The Quarterly Statistics Report: January 2018-March 2018 revealed that health service providers accounted for 15 breaches; legal, accounting, and management services suffered 10; finance, including superannuation, reported eight breaches; education suffered six; and charities four.

The NDB scheme requires agencies and organisations in Australia that are covered by the Privacy Act 1988 to notify individuals whose personal information is involved in a data breach that is likely to result in "serious harm" as soon as practicable after becoming aware of a breach.

According to the OAIC report [PDF], 73 percent of eligible data breaches reported involved the personal information of less than 100 individuals, with just over half of the notifications involving the personal information of between one and nine individuals.

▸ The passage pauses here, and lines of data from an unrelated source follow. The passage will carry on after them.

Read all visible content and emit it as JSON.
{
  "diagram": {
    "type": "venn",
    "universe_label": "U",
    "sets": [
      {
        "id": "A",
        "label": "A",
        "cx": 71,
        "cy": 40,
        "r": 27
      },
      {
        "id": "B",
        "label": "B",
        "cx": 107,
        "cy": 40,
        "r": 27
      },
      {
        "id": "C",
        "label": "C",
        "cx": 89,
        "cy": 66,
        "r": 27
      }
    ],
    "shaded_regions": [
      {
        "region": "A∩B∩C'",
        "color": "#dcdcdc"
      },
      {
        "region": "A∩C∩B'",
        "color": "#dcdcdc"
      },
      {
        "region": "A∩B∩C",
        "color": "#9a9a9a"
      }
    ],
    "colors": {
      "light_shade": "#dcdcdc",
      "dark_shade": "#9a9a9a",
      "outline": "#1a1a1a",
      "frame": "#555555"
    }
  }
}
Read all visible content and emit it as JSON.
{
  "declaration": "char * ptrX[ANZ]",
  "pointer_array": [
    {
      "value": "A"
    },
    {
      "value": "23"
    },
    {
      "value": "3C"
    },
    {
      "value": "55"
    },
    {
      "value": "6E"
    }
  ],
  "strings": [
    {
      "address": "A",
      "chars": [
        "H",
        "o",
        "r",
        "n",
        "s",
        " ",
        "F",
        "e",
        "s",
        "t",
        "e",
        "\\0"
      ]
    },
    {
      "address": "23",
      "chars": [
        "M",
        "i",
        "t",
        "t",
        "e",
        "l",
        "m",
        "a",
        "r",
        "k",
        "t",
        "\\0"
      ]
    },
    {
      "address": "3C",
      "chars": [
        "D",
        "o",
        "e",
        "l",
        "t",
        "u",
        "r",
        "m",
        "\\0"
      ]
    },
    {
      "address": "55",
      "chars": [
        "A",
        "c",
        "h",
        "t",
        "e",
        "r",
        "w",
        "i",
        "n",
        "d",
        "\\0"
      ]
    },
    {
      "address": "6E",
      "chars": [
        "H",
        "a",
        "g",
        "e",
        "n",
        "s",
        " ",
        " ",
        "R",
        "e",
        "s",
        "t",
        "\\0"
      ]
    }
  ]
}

27 percent of notifications under the NDB scheme involved more than 100 individuals, the report highlighted.

Human error was the cause of the largest number of eligible data breaches reported, the OAIC said, accounting for 32 percent. It was closely followed by malicious or criminal attacks, at 28 percent, as the source of the data breach.

The most common kind of breached information reported to the OAIC was contact information, which was the subject of 78 percent of the total breaches reported.

Health information was potentially compromised in 33 percent of the cases; financial details in 30 percent; identity information in 24 percent; tax file numbers in 14 percent of the reported breaches; with the remaining 14 percent filed together under "other sensitive information".

The NDB scheme uses the phrase "eligible data breaches" to specify that not all breaches require reporting.

Read more: Notifiable Data Breaches scheme: Getting ready to disclose a data breach in Australia

In general terms, an eligible data breach refers to the unauthorised access, loss, or disclosure of personal information that could cause serious harm to the individual whose personal information has been compromised.

Examples of a data breach include when a device containing customers' personal information is lost or stolen, a database containing personal information is hacked, or personal information is mistakenly provided to the wrong person.

An employee browsing sensitive customer records without any legitimate purpose could constitute a data breach, as they do not have authorised access to the information in question.